WORK ORDER :: Reproduce exactly the lines below, starting with the line that contains "At what (x,y)" and ending with the last line of the records, both included, and nothing else.

====

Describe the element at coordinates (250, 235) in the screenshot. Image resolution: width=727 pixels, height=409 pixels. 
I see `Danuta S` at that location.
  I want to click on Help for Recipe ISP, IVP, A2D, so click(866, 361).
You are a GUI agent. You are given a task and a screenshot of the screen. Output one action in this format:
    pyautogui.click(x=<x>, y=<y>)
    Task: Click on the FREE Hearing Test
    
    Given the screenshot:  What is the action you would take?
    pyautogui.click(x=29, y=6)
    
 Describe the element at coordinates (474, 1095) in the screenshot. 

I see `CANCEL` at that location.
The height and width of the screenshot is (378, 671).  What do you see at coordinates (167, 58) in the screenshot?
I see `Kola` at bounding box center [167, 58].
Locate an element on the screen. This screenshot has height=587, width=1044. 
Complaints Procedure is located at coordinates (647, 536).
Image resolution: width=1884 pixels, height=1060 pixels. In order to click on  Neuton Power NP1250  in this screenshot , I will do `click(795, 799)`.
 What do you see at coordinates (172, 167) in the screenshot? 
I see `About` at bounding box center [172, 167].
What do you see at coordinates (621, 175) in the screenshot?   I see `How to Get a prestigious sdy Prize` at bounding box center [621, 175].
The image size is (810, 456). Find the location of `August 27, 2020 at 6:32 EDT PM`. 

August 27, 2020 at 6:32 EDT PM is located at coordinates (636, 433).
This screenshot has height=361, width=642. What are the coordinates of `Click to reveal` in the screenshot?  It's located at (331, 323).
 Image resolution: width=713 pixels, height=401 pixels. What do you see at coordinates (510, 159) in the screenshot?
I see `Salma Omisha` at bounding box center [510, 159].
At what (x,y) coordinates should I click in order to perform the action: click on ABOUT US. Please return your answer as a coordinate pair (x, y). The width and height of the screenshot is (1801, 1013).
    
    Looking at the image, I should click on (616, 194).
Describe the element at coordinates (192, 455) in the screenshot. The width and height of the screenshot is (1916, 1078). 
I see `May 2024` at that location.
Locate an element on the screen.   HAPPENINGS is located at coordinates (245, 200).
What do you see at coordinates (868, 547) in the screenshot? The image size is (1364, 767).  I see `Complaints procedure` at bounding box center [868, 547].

====

REPLY ::
At what (x,y) coordinates should I click in order to perform the action: click on ABOUT US. Please return your answer as a coordinate pair (x, y). The width and height of the screenshot is (1801, 1013).
    
    Looking at the image, I should click on (616, 194).
Describe the element at coordinates (192, 455) in the screenshot. The width and height of the screenshot is (1916, 1078). 
I see `May 2024` at that location.
Locate an element on the screen.   HAPPENINGS is located at coordinates (245, 200).
What do you see at coordinates (868, 547) in the screenshot? The image size is (1364, 767).  I see `Complaints procedure` at bounding box center [868, 547].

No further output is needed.